“Twenty years after we had left so fierce and proud, we were all right back where we had started, yoked to each other and the same old drama.”
“My heart broke all over again. I wanted my life back, my mama, but I knew I would never have that. The child I had been was gone with the child she had been. We were new people, and we didn't know each other anymore. I shook my head desperately.”
“Class, race, sexuality, gender and all other categories by which we categorize and dismiss each other need to be excavated from the inside.”
“Two or three things I know for sure, and one of them is that if we are not beautiful to each other, we cannot know beauty in any form.”
“When my mama was twenty-five she already had an old woman's hands, and I feared them. I did not know then what it was that scared me so. I've come to understand since that it was the thought of her growing old, of her dying and leaving me alone. I feared those brown spots, those wrinkles and cracks that lined her wrists, ankles, and the soft shadowed sides of her eyes.”
“There is a place where we are always alone with our own mortality, where we must simply have something greater than ourselves to hold onto—God or history or politics or literature or a belief in the healing power of love, or even righteous anger.... A reason to believe, a way to take the world by the throat and insist that there is more to this life than we have ever imagined.”
“The only magic we have is what we make in ourselves, the muscles we build up on the inside, the sense of belief we create from nothing.”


— EXERCISE INSTRUCTIONS —
Your job is to write out each record exactly, leaving none out.

— MATERIALS PROVIDED —
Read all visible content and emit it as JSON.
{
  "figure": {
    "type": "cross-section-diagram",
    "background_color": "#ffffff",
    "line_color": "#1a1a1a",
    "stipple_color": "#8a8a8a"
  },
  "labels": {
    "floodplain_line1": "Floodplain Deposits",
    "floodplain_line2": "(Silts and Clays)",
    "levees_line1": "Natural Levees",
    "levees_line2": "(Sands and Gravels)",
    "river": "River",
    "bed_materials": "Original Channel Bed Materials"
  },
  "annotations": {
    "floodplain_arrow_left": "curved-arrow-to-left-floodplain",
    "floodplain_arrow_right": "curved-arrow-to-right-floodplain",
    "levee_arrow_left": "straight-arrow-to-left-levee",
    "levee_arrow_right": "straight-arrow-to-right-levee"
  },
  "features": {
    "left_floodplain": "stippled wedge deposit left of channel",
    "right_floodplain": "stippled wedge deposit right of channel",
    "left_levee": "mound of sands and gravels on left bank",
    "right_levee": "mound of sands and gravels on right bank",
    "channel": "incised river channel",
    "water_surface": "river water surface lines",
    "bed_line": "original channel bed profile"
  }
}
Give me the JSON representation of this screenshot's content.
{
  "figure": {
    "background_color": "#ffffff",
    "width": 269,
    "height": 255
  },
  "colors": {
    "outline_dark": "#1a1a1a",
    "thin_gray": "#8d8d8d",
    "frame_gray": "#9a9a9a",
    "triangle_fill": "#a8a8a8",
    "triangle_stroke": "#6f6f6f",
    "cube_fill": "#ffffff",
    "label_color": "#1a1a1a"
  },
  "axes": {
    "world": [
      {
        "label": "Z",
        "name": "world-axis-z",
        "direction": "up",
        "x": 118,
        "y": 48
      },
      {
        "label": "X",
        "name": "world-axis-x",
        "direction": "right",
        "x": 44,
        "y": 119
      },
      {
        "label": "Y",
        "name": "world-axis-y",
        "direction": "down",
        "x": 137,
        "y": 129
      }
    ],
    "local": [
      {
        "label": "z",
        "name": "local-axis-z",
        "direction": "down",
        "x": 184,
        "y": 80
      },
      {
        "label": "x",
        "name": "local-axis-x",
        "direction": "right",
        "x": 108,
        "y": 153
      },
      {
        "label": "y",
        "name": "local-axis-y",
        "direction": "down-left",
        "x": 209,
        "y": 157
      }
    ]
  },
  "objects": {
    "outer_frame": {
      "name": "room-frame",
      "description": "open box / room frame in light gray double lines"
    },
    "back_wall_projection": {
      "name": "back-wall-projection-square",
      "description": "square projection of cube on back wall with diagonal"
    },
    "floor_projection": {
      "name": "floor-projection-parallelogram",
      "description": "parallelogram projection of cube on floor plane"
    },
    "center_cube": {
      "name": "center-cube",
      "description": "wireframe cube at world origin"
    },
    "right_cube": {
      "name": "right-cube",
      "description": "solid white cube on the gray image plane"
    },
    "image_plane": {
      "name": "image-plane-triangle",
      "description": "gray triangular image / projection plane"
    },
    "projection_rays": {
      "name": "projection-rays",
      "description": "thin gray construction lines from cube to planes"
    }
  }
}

— YOUR RESPONSE —
Read all visible content and emit it as JSON.
{
  "figure": {
    "type": "cross-section-diagram",
    "background_color": "#ffffff",
    "line_color": "#1a1a1a",
    "stipple_color": "#8a8a8a"
  },
  "labels": {
    "floodplain_line1": "Floodplain Deposits",
    "floodplain_line2": "(Silts and Clays)",
    "levees_line1": "Natural Levees",
    "levees_line2": "(Sands and Gravels)",
    "river": "River",
    "bed_materials": "Original Channel Bed Materials"
  },
  "annotations": {
    "floodplain_arrow_left": "curved-arrow-to-left-floodplain",
    "floodplain_arrow_right": "curved-arrow-to-right-floodplain",
    "levee_arrow_left": "straight-arrow-to-left-levee",
    "levee_arrow_right": "straight-arrow-to-right-levee"
  },
  "features": {
    "left_floodplain": "stippled wedge deposit left of channel",
    "right_floodplain": "stippled wedge deposit right of channel",
    "left_levee": "mound of sands and gravels on left bank",
    "right_levee": "mound of sands and gravels on right bank",
    "channel": "incised river channel",
    "water_surface": "river water surface lines",
    "bed_line": "original channel bed profile"
  }
}
Give me the JSON representation of this screenshot's content.
{
  "figure": {
    "background_color": "#ffffff",
    "width": 269,
    "height": 255
  },
  "colors": {
    "outline_dark": "#1a1a1a",
    "thin_gray": "#8d8d8d",
    "frame_gray": "#9a9a9a",
    "triangle_fill": "#a8a8a8",
    "triangle_stroke": "#6f6f6f",
    "cube_fill": "#ffffff",
    "label_color": "#1a1a1a"
  },
  "axes": {
    "world": [
      {
        "label": "Z",
        "name": "world-axis-z",
        "direction": "up",
        "x": 118,
        "y": 48
      },
      {
        "label": "X",
        "name": "world-axis-x",
        "direction": "right",
        "x": 44,
        "y": 119
      },
      {
        "label": "Y",
        "name": "world-axis-y",
        "direction": "down",
        "x": 137,
        "y": 129
      }
    ],
    "local": [
      {
        "label": "z",
        "name": "local-axis-z",
        "direction": "down",
        "x": 184,
        "y": 80
      },
      {
        "label": "x",
        "name": "local-axis-x",
        "direction": "right",
        "x": 108,
        "y": 153
      },
      {
        "label": "y",
        "name": "local-axis-y",
        "direction": "down-left",
        "x": 209,
        "y": 157
      }
    ]
  },
  "objects": {
    "outer_frame": {
      "name": "room-frame",
      "description": "open box / room frame in light gray double lines"
    },
    "back_wall_projection": {
      "name": "back-wall-projection-square",
      "description": "square projection of cube on back wall with diagonal"
    },
    "floor_projection": {
      "name": "floor-projection-parallelogram",
      "description": "parallelogram projection of cube on floor plane"
    },
    "center_cube": {
      "name": "center-cube",
      "description": "wireframe cube at world origin"
    },
    "right_cube": {
      "name": "right-cube",
      "description": "solid white cube on the gray image plane"
    },
    "image_plane": {
      "name": "image-plane-triangle",
      "description": "gray triangular image / projection plane"
    },
    "projection_rays": {
      "name": "projection-rays",
      "description": "thin gray construction lines from cube to planes"
    }
  }
}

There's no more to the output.